Dictionary entry details
Sense 1
Meaning:
Large mostly Old World wading birds typically having white-and-black plumage
Classified under:
Nouns denoting animals
Hypernyms ("stork" is a kind of...):
wader; wading bird (any of many long-legged birds that wade in water in search of food)
Hyponyms (each of the following is a kind of "stork"):
Ciconia ciconia; white stork (the common stork of Europe; white with black wing feathers and a red bill)
black stork; Ciconia nigra (Old World stork that is glossy black above and white below)
adjutant; adjutant bird; adjutant stork; Leptoptilus dubius (large Indian stork with a military gait)
Leptoptilus crumeniferus; marabou; marabou stork; marabout (large African black-and-white carrion-eating stork; its downy underwing feathers are used to trim garments)
openbill (stork with a grooved bill whose upper and lower parts touch only at the base and tip)

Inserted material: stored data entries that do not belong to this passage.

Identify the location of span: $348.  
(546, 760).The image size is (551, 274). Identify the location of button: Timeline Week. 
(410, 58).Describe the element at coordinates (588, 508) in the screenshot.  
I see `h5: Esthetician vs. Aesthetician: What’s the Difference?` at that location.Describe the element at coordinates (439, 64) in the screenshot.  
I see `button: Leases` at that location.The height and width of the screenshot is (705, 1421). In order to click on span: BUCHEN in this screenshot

jabiru; Jabiru mycteria (large white stork of warm regions of the world especially America)
Ephippiorhynchus senegalensis; jabiru; saddlebill (large black-and-white stork of tropical Africa; its red bill has a black band around the middle)
black-necked stork; jabiru; policeman bird; Xenorhyncus asiaticus (large mostly white Australian stork)

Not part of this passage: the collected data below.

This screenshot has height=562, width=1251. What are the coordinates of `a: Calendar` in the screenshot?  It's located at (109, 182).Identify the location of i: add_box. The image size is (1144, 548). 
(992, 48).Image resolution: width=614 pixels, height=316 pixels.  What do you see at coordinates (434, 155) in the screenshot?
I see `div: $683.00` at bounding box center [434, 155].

flinthead; Mycteria americana; wood ibis; wood stork (an American stork that resembles the true ibises in having a downward-curved bill; inhabits wooded swamps of New World tropics)

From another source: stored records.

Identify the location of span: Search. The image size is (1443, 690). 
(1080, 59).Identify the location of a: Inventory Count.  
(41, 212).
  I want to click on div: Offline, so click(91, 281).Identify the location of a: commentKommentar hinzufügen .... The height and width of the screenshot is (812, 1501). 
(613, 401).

Holonyms ("stork" is a member of...):
Ciconiidae; family Ciconiidae (storks)
Context examples
"It was a stork, if ever I saw one."
(The Lost World, by Sir Arthur Conan Doyle)
His bolt struck the stork just where its wing meets the body, and the bird whirled aloft in a last convulsive flutter before falling wounded and flapping to the earth.
(The White Company, by Sir Arthur Conan Doyle)
They played tag and soldiers, danced and sang, and when it began to grow dark they all piled onto the sofa about the Professor, while he told charming fairy stories of the storks on the chimney tops, and the little 'koblods', who ride the snowflakes as they fall.
(Little Women, by Louisa May Alcott)
Nearer and nearer came the two birds, all absorbed in their own contest, the stork wheeling upwards, the hawk still fluttering above it, until they were not a hundred paces from the camp.
(The White Company, by Sir Arthur Conan Doyle)
Of course, said he, with his clumsy and ponderous sarcasm, Professor Summerlee will understand that when I speak of a pterodactyl I mean a stork—only it is the kind of stork which has no feathers, a leathery skin, membranous wings, and teeth in its jaws.
(The Lost World, by Sir Arthur Conan Doyle)
Hannah had 'dished up' an astonishing breakfast for the traveler, finding it impossible to vent her excitement in any other way, and Meg and Jo fed their mother like dutiful young storks, while they listened to her whispered account of Father's state, Mr. Brooke's promise to stay and nurse him, the delays which the storm occasioned on the homeward journey, and the unspeakable comfort Laurie's hopeful face had given her when she arrived, worn out with fatigue, anxiety, and cold.
(Little Women, by Louisa May Alcott)
“Ah! camarade,” he cried, “you shall have a stoup with me for this! What then, old dog, would not the hawk please thee, but thou must have the stork as well. Oh, to my heart again!”
(The White Company, by Sir Arthur Conan Doyle)
Bird life was abundant, especially the wading birds, stork, heron, and ibis gathering in little groups, blue, scarlet, and white, upon every log which jutted from the bank, while beneath us the crystal water was alive with fish of every shape and color.
(The Lost World, by Sir Arthur Conan Doyle)
If the boy had replied like Alcibiades, By the gods, Socrates, I cannot tell, his grandfather would not have been surprised, but when, after standing a moment on one leg, like a meditative young stork, he answered, in a tone of calm conviction, In my little belly, the old gentleman could only join in Grandma's laugh, and dismiss the class in metaphysics.
(Little Women, by Louisa May Alcott)
Whipping the other from his belt, he sent it skimming some few feet from the earth with so true an aim that it struck and transfixed the stork for the second time ere it could reach the ground.